Longform improvisation with no predetermined structure. No preset opening, no mandated beats, no required group games, no predetermined scene order. The form emerges from the content itself — what the scenes need dictates when to edit, when to return to a thread, when to do a group scene.
What "organic" means: The structure should feel like it grew naturally from the content rather than being imposed from outside. Hines: "If you didn't use an opening, it was called 'organic improv.'" This represents the post-Harold evolution toward maximum performer autonomy.
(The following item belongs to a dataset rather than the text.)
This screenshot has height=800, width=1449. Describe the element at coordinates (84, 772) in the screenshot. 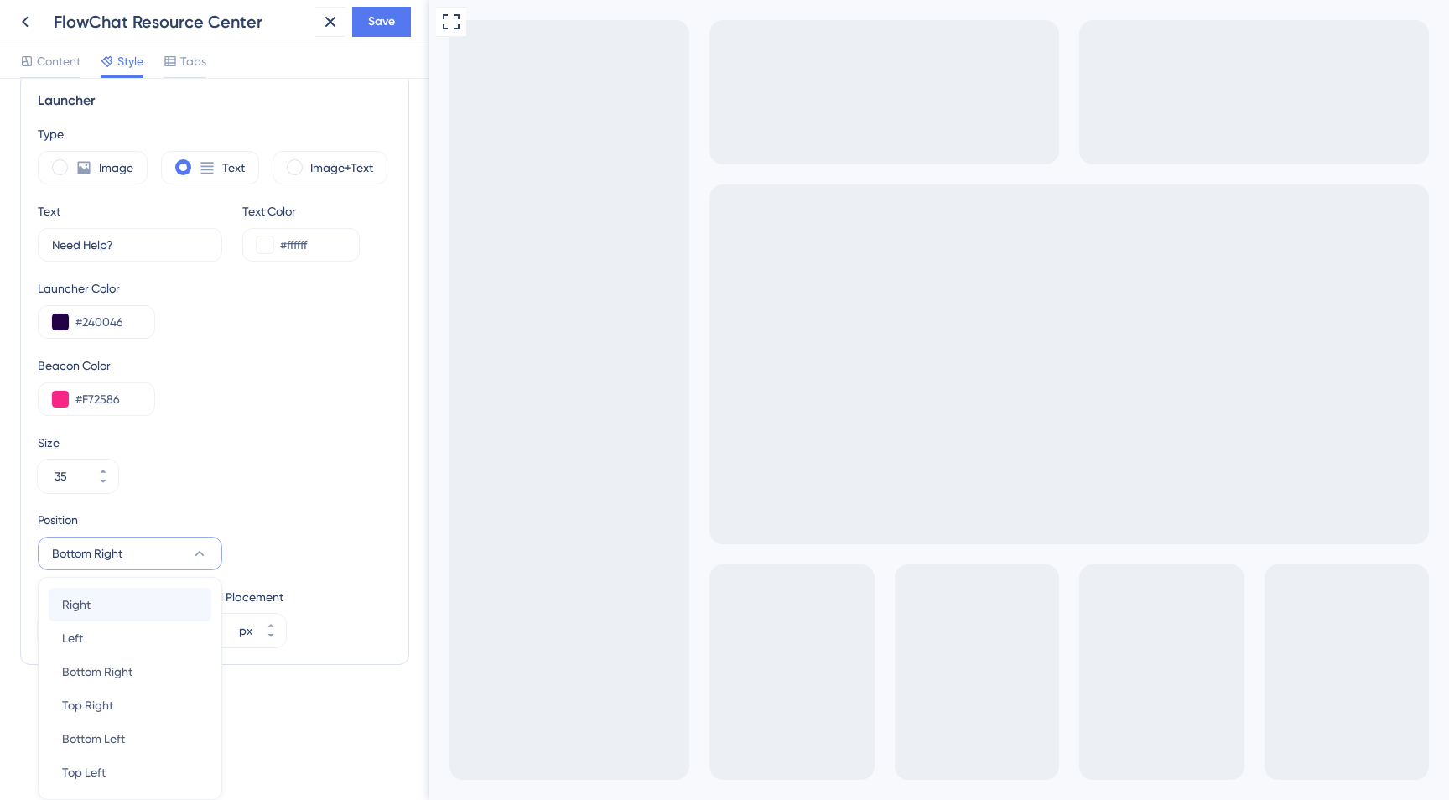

The Del Close to organic evolution:
- Close's original Harold (1960s) was intentionally loose and experimental
- In the 1980s at iO, Harold became codified into the 3x3 "training wheels" structure
- Close himself insisted: "the first rule is: there are no rules" and "content and the need to develop an organic commentary on the suggestion trump predetermined structures" (Truth in Comedy)
- Post-Close teachers — David Razowsky, Susan Messing, Joe Bill, Mark Sutton — championed organic, be-in-the-moment approaches
- Razowsky brought Viewpoints (Mary Overlie's dance technique, adapted by Anne Bogart and Tina Landau) into improv — nine tenets of time and space used as scene-building tools
- By the early 2010s, traditional Harold nights had largely disappeared from many venues, replaced by organic and custom formats
How performers navigate without structure:
- Emotional commitment (Razowsky method): Start with an emotion, heighten it honestly, let it transform
- Viewpoints awareness: Use spatial relationship, tempo, and kinesthetic response as navigation tools rather than narrative logic
- Internalized structure: Harold training provides unconscious scaffolding — performers trained in 3x3 naturally recognize when threads need revisiting, even without explicit form. Like a jazz pianist who learns scales before improvising
- Group mind: Shared aesthetic sensibility allows the ensemble to collectively sense when to edit, callback, or shift
Who does this well: David Razowsky (primary teacher/evangelist), Susan Messing ("If you're not having fun, you're the asshole"), Joe Bill and Mark Sutton (BASSPROV duo), The Family (Del Close's iO house team).